And a major investor in LynuxWorks is Yacub Mirza, who's a key player in the Saudi-backed Muslim Brotherhood's commercial beachhead in the US. This is the same network that has
http://www.democraticunderground.com/discuss/duboard.php?az=view_all&address=389x257337">important ties to the GOP's Muslim GOTV effort for Bush in 2000, along with being raided by the Operation Greenquest terror financing investigations. Yacub Mirza helped direct many of the organizations targeted in that raid. Yacub Mirza was also a financier and director of the P-tech, a company used extensively by Federal agencies to conduct "risk assessment" (presumably P-tech's software didn't include hiring Muslim Brotherhood outfits as a risk). Yacub Mirza was (is?)
also a
http://lwn.net/2000/features/LynuxWorks/">major shareholder and director of LynuxWorks, a company that has received contracts to make embedded operating systems for future military weapons systems (much more on that
http://www.democraticunderground.com/discuss/duboard.php?az=view_all&address=389x3221">here). And, it turns out, Lynuxworks is one of the companies with contracts to
http://www.aviationtoday.com/av/categories/military/799.html">develop the systems
http://www.networkworld.com/weblogs/security/009565.html">used by the F-22:
Security discontent and software in airplanes
By Ellen Messmer, NetworkWorld.com, 07/25/05
The corporate security managers in the Jericho Forum <"Are firewalls expendable?"> aren't the only ones expressing discontent about perceived limitations in the long-used security architectures reflected in today's applications and equipment.
Ben Calloni, research program manager at Lockheed Martin, is another discontented soul who's trying to help develop what you might call a security dream-machine to remake Windows and Linux into something that could really fly.
The idea, Calloni recently told me, centers around a cooperative effort called "Multiple Independent Levels of Security (MILS)," which got off the ground more than four years ago as a way to validate software used on airplanes.
"Operating system software is deeply embedded on airplanes, such as the F-22, where we really can't have the 'blue screen of death,' " said Calloni. Nobody wants that to happen on take-off or landing!
Under MILS software-development guidelines, operating system software is partitioned in such a way that failure or corruption of any single partition cannot affect any other part of the system or network. Each partition is also evaluated and certified separately, so that no partition needs to be evaluated at a higher level than is required for its particular function.
Funded by the Air Force Research Lab., the MILS effort has been supported for use in aircraft by the National Security Agency, the Federal Aviation Authority, SRI International, University of Idaho, Boeing, Rockwell Collins, Mitre, Objective Interface Systems, Green Hills Software, LynuxWorks, Wind River, and others.
...
While there's nothing to indicate this glitch was related to Lynuxworks-related software, these kinds of business connections to military contractors is something we should keep in mind.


WHAT TO DO: Everything from the line containing "In order to click" through the final line of the material is to be restated word for word, and only that.

EXERCISE INPUT:
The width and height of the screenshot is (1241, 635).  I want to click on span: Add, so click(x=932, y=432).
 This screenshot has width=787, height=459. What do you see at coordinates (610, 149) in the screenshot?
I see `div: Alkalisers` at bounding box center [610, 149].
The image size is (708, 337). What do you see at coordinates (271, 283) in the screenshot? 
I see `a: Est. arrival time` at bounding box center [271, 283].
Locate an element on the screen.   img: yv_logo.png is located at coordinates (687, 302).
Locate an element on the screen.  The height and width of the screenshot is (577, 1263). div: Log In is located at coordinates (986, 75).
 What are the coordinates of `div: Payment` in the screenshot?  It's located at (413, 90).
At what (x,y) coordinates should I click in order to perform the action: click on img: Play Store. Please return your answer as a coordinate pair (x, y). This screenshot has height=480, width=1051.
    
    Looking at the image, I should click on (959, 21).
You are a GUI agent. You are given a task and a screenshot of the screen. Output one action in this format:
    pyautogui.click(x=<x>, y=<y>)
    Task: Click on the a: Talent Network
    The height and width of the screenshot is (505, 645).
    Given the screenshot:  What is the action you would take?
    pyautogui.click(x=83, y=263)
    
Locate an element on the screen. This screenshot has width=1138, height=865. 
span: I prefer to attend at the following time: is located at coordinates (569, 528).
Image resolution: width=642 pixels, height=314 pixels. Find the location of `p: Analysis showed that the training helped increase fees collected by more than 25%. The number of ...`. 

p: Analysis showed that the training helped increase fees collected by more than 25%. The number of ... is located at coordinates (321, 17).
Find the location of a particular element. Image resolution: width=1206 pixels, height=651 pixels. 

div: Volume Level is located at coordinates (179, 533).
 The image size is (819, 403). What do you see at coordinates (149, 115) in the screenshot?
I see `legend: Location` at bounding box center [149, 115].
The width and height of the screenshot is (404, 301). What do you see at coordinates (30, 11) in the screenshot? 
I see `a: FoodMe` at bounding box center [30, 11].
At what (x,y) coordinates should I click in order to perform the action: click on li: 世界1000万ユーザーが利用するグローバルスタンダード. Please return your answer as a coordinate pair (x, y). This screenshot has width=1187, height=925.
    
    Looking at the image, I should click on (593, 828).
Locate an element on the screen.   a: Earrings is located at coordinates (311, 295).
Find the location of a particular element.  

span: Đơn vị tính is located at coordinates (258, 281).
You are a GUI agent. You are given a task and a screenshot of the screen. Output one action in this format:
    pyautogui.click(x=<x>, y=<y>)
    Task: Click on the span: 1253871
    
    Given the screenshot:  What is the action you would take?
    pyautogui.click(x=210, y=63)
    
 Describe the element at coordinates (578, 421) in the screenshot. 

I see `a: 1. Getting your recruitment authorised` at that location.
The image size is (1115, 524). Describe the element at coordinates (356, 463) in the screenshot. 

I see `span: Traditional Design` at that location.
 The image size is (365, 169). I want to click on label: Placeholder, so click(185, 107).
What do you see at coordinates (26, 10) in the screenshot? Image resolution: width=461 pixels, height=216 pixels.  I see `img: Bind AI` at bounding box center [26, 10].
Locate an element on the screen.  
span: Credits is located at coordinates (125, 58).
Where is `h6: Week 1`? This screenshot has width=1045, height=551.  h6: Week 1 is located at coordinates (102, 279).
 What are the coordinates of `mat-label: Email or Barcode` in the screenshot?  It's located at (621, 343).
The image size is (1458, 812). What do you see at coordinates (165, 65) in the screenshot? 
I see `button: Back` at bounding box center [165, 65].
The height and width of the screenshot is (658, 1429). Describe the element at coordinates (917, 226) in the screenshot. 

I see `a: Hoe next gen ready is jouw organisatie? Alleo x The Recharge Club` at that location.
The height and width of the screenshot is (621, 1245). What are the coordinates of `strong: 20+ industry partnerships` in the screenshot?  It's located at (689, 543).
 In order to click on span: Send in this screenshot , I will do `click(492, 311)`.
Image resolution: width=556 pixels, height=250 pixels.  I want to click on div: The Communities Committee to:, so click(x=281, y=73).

RESPONSE FOR THIS EXERCISE:
 In order to click on span: Send in this screenshot , I will do `click(492, 311)`.
Image resolution: width=556 pixels, height=250 pixels.  I want to click on div: The Communities Committee to:, so click(x=281, y=73).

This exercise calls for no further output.